Innovation is stifled, critique is pathologized, and nonwhite brilliance is often ignored, stolen, or punished.
This system degrades institutions—schools, governments, workplaces—because it favors comfort over challenge, sameness over diversity of thought. It upholds a false meritocracy that erodes trust, stagnates progress, and undercuts the pursuit of truth.
And even those who benefit materially from white supremacy suffer spiritually and intellectually. It teaches fear instead of curiosity, entitlement instead of empathy, and delusion instead of clarity.
In this way, white supremacy is not simply a structure of exclusion—it is a system of enforced mediocrity, one that demands everyone play a lesser version of themselves to keep the lie intact.
This moment is not new. American history reveals a consistent pattern: every time there is even a modest advance in rights, recognition, or opportunity for people of color, a systemic backlash follows. The end of Reconstruction gave rise to Jim Crow. The gains of the Civil Rights Movement triggered the Southern Strategy, mass incarceration, and a war on affirmative action. The election of a Black president was followed by a white nationalist resurgence and voter suppression campaigns. These backlashes are not incidental—they are structural reflexes of a system designed to reassert dominance whenever equity becomes even remotely possible.

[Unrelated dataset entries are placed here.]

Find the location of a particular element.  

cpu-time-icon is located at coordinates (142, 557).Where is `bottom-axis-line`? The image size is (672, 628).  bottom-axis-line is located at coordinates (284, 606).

Evangelical Theocracy: The Moral Weaponization of Politics
Evangelical Christian nationalism increasingly wields religion as a blunt political tool. Unlike the civil religion of past social justice leaders, contemporary evangelical politics positions America explicitly as a “Christian nation,” rejecting secular pluralism and non-Christian identities as threats. Under the guise of “religious freedom,” this political theocracy seeks the legal sanction to discriminate, marginalizing communities historically protected by DEI policies.
White Supremacy: The Operating System of National Memory
White supremacy, in its structural form, acts as the invisible backbone to these attacks on diversity. It systematically erases history and identity through legislative bans on critical race theory, defunding diversity programs, and censoring multicultural education. This ideological shift aims to restore whiteness as the default identity, delegitimizing representation and equity as radical threats rather than fundamental democratic ideals. People of color, LGBTQ+ communities, and other marginalized groups are recast as obstacles rather than equal citizens, reinforcing existing power dynamics.

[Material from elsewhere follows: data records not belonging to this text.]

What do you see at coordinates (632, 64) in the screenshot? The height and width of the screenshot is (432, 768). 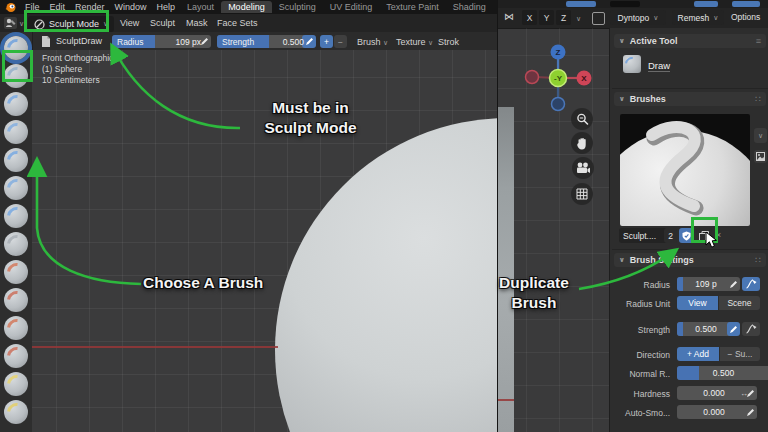 I see `active-tool-icon` at bounding box center [632, 64]. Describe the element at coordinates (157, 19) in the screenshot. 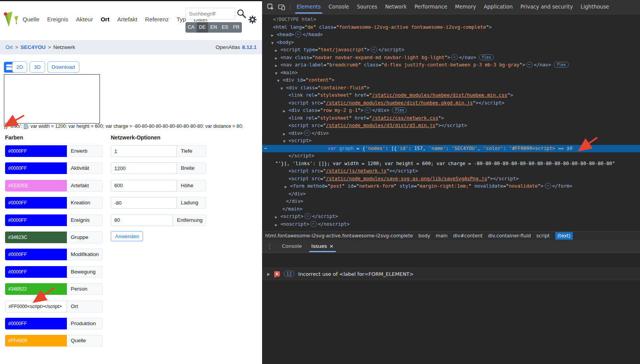

I see `nav-item-referenz: Referenz` at that location.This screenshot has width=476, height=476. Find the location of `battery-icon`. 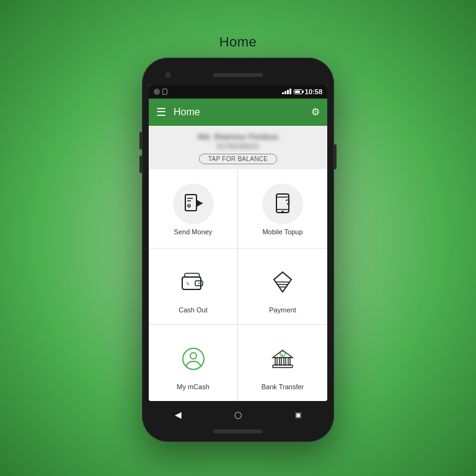

battery-icon is located at coordinates (298, 92).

Capitalism: Profiting from Division
Capitalism, particularly its neoliberal iteration, thrives on inequality and social fragmentation. DEI initiatives, which challenge the unequal distribution of power and resources, are naturally antagonistic to such a system. Corporations increasingly retreat from DEI commitments, not only due to external political pressure but because meaningful diversity efforts undermine entrenched economic hierarchies. The rollback of DEI aligns corporate interests with reactionary politics, prioritizing profit and stability over social equity.
The Illusion of Merit, the Machinery of Control
Together, evangelical theocracy, white supremacy, and capitalism create a powerful illusion—that racial and economic dominance reflect natural merit. This illusion is intoxicating, leading individuals to support policies actively detrimental to their interests, seeking validation in dominance rather than solidarity. Thus, the phrase “white supremacy is a hell of a drug” becomes an apt metaphor, highlighting the addictive nature of power and the difficulty in dismantling entrenched systems.
Wrapping it up: Detoxing the Republic
To counteract this regressive triad, we must rigorously confront these intersecting forces. Genuine democratic revival requires challenging the narrative that pluralism threatens societal stability, that equity is zero-sum, and that power inherently belongs to a single race, faith, or economic class. Until such confrontation occurs, America remains trapped in cycles of reaction and relapse, fearing the profound liberation that true equity and inclusivity might ultimately bring.